No man is an island, is such an apt saying for what I'm about to say. Where men exists, so does competition thrive and rivalry grows. In sports that is fine, in Judo and Kendo you can have the shiai. Yet, in budo, there is only an end to conflict, there can be no sporting ending.
In all the days that we've trained in the dojo. When was the last time you tried to improve your tenkan? Or even your kamae? When was the last time you honestly believed that your ikkyo is capable of putting your opponent down in any given situation. Has there been any urgency in your training?
With boxers, fights can occur every two months or so. Each time both fighters will study the other fighter's videos and look for their strengths and weaknesses. They then concentrate on either improving their own standing weapons or develop an arsenal to counteract and exploit the other's weaknesses. For a boxer that continues to build himself up like this cumulatively and gradually, his strength will grow from fight to fight. For another who only builds himself to match his opponent, his career will be shortlived.
Yet, in both cases, those boxers have 'improved' themselves from their baseline. But its different for us Aikidokas. We who do not have competition and matches, we who do not have rivals, where comes our drive and where resides our goals?
Its easy to say, a belt ranking or a generalised 'improve everything' but are we really getting better? Or are we just going to the dojo, doing the same thing again and again without a thought to its development. Are our uke's testing us for weaknesses each time?
I wondered at one time not long ago, whether a technique could later become a skill. I guess it could, if we only develop it to become one. Irrespective if there's a partner to help us or not, we need to train like we are fighting the greatest threat of our lives. After all, this is not a game. There are no comfort zones, there's only death if we are slow and too sure of ourselves.
That's the disgrace with Aikido - otherwise the most beautiful approach to fighting out there. That Aikidokas get never challenged by realistic fighting.
ReplyDeleteI found particularly enlightening your comparison between boxing and Aikido - in boxing gyms hundreds of thousands of guys in the world hit themselves on their faces daily: no carnage has ever been reported. Because in boxing gyms sparring is a daily routine.
Yet, Aikido is hypersensitive even to the possibility of a smack in the face.
We train imagining attackers that hold our hands, and wait. Where in the world such a thing will ever happen? In a business metting they may hold your hands...
We imagine guys reacing out from our back to hold our wrists - I never saw this happening in a real situation.
The outcome is that we have scores of aikidokas that seem utterly unaware that iriminage is going to do nothing, simply nothing, against an incoming attacker hurling direct blows at your face and who has the intention to get at you and maim you and who pursues it with determinatio and without pausing for several minutes.
And as you rightly emphasized, too many of us are utterly unware of how nearly impossible it may be placing an ikkyo against an opponent who is determined to keep moving and opposing brutal strength. They will just NEVER know. They will NEVER know that their ikkyo, which they have been doing repeatedly in the last 5 years, will do NOTHING in a real situation (who knows how difficult it may be to make an ikkyo on a forceful attacker? so, hint: never use your hand on an elbow, if you want to place an effective ikkyo), and that uke's heads in a real situtation, when "grabbed" to place an iriminage not only will refuse to bend, but they won't even blink an eye.
We go on doing for years the same techniques, over and over again, only to discover one fatal day (maybe even, as you rightly empahsize, our "deathbed") that those techniques, cultivated in THAT manner, do not just very little, not just some vague something, are not going to yield somewhat disappointing results - they will do NOTHING.
Some persons will train for a lifetime in an Aikido dojo, and never, never, ever realize this.
That's how sad - and serious - it is.
What you've replied with is basically the problem that lies and is endemic in Aikido. A focus on techniques that are at best half of a whole sum and in most cases would not be able to withstand a trial by fire scenario.
ReplyDeleteHowever having since revisited the concept behind Aikido training, I wouldn't discount our training methodology out of the bat. There IS a reason why we are doing it this way, its just that for most, they don't really know what it is.
I'll stay tuned then for your next blog emtries hoping one explains the rationale behind this dangerous choice (dangerous inasmuch as it is positively dangerous promoting the idea one's aikido may be usable under fire, in order to let the guy discover it's not so only if and when he goes under actual heavy artillery) - unless it's gonna be a statement in the line of "The Last Theorem of Fermat" lol :-)
ReplyDeleteLol, no actually I'm revisiting what my sensei said about Uke being the most important aspect of learning Aikido. I've usually taken what he says at face value, but the scope is quite large being an uke, and the context is huge too. So I can't help but feel inundated.
ReplyDeleteReading Ellis' book Hidden in Plain Sight, he offers that being uke (a proper uke) really is the the exercise of creating a proper vassal or body for learning Aiki. I.e. to create a body that takes ideal ukemi is essential if we want to learn Aiki.
And to close this chapter, learning Aiki allows you to take control of any fight without having to resort to techniques and methods where inevitably it ends in a fight or struggle.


Below are records; print only the lines from the line containing "Get the region of woman." to the end, both included, reproduced exactly and without the pictures.

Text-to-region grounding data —
━━━━━━━━━━━━━━━━

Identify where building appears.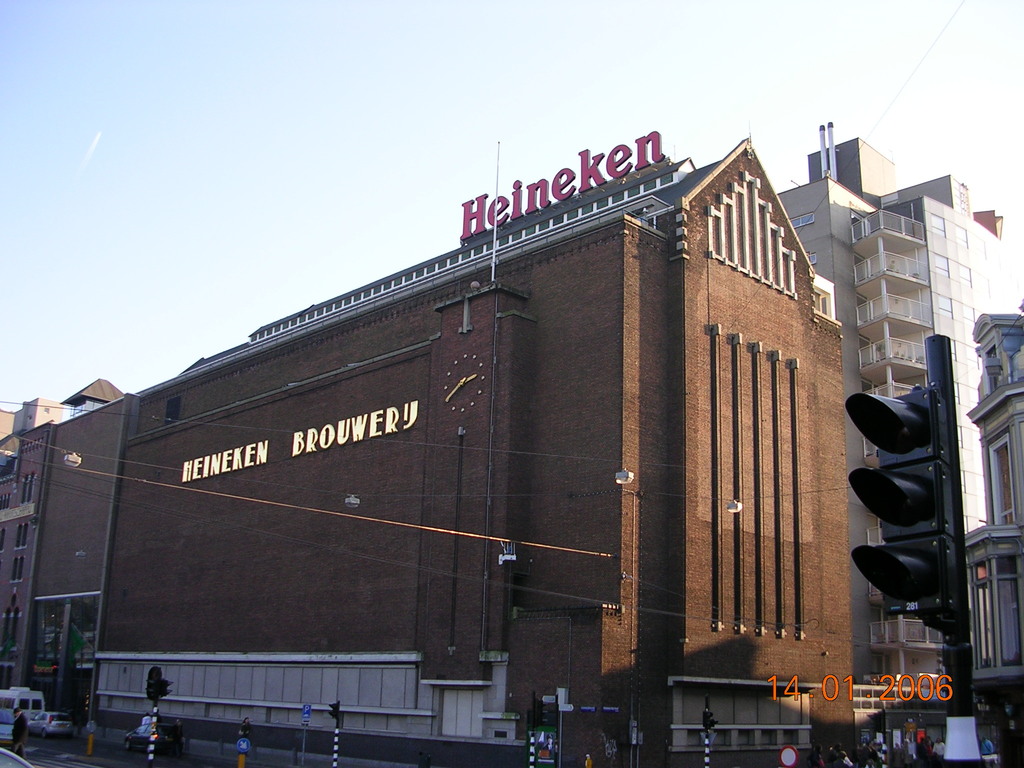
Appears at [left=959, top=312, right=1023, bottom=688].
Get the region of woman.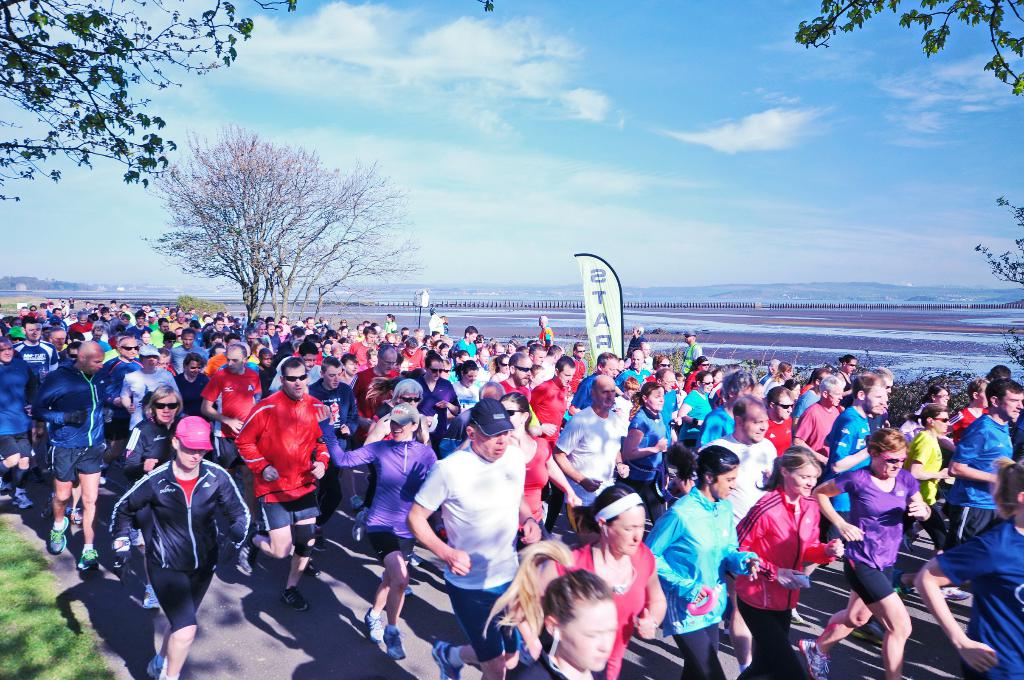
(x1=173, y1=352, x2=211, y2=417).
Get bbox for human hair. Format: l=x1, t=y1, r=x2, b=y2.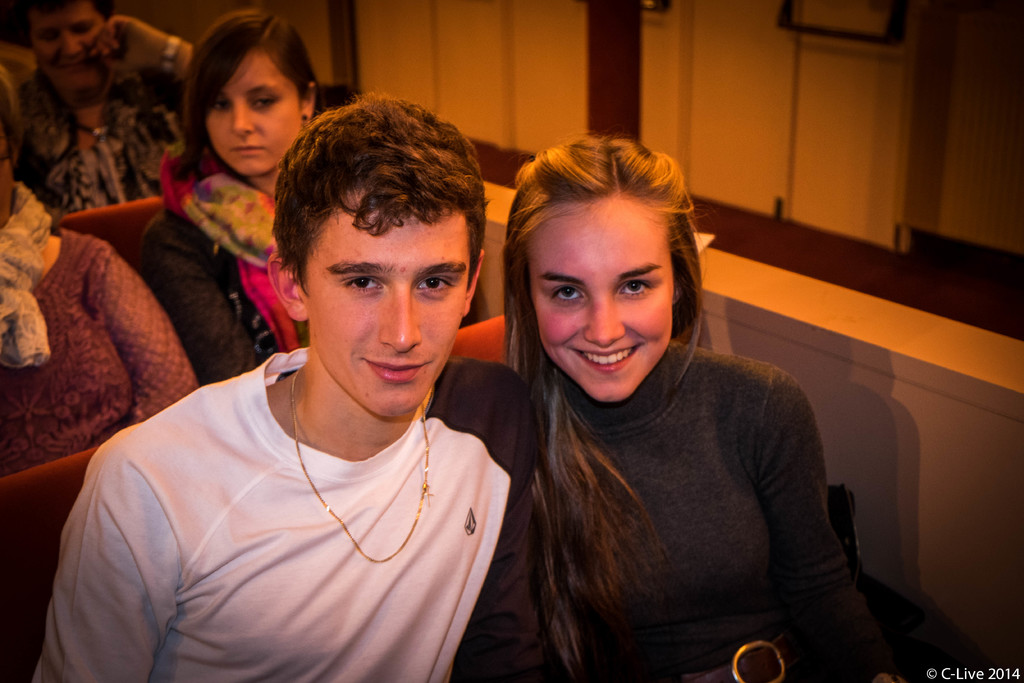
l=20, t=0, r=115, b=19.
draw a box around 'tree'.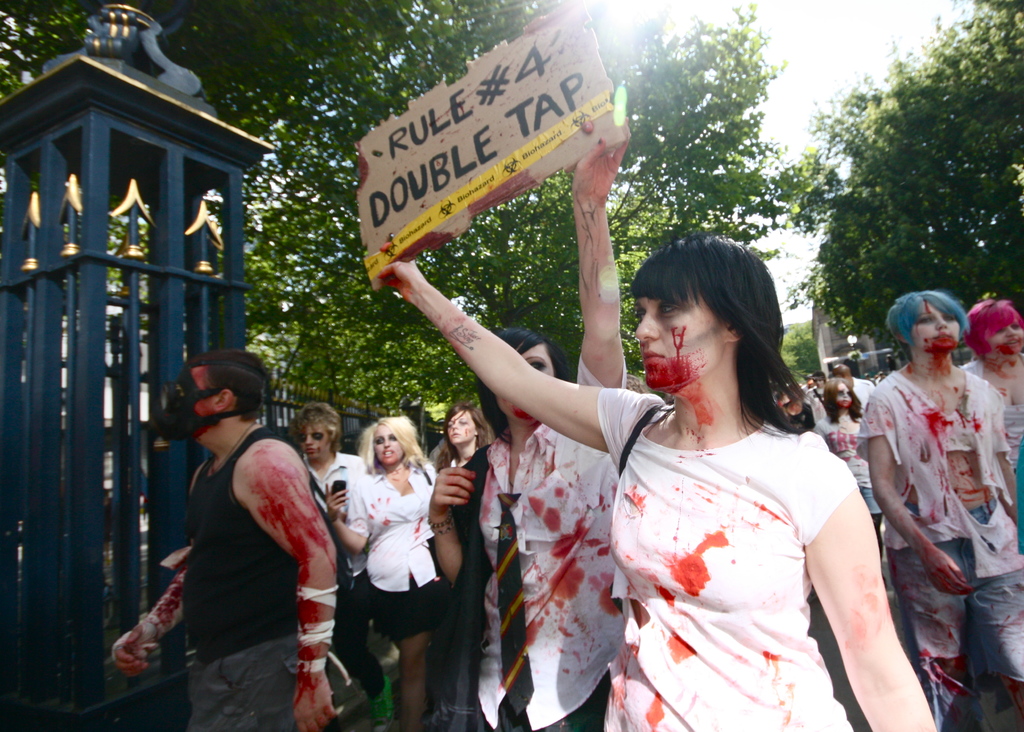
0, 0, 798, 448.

━━━━━━━━━━━━━━━━

EXERCISE OUTPUT —
Get the region of woman.
(x1=173, y1=352, x2=211, y2=417).
Get bbox for human hair. Format: l=x1, t=y1, r=x2, b=y2.
l=20, t=0, r=115, b=19.
draw a box around 'tree'.
0, 0, 798, 448.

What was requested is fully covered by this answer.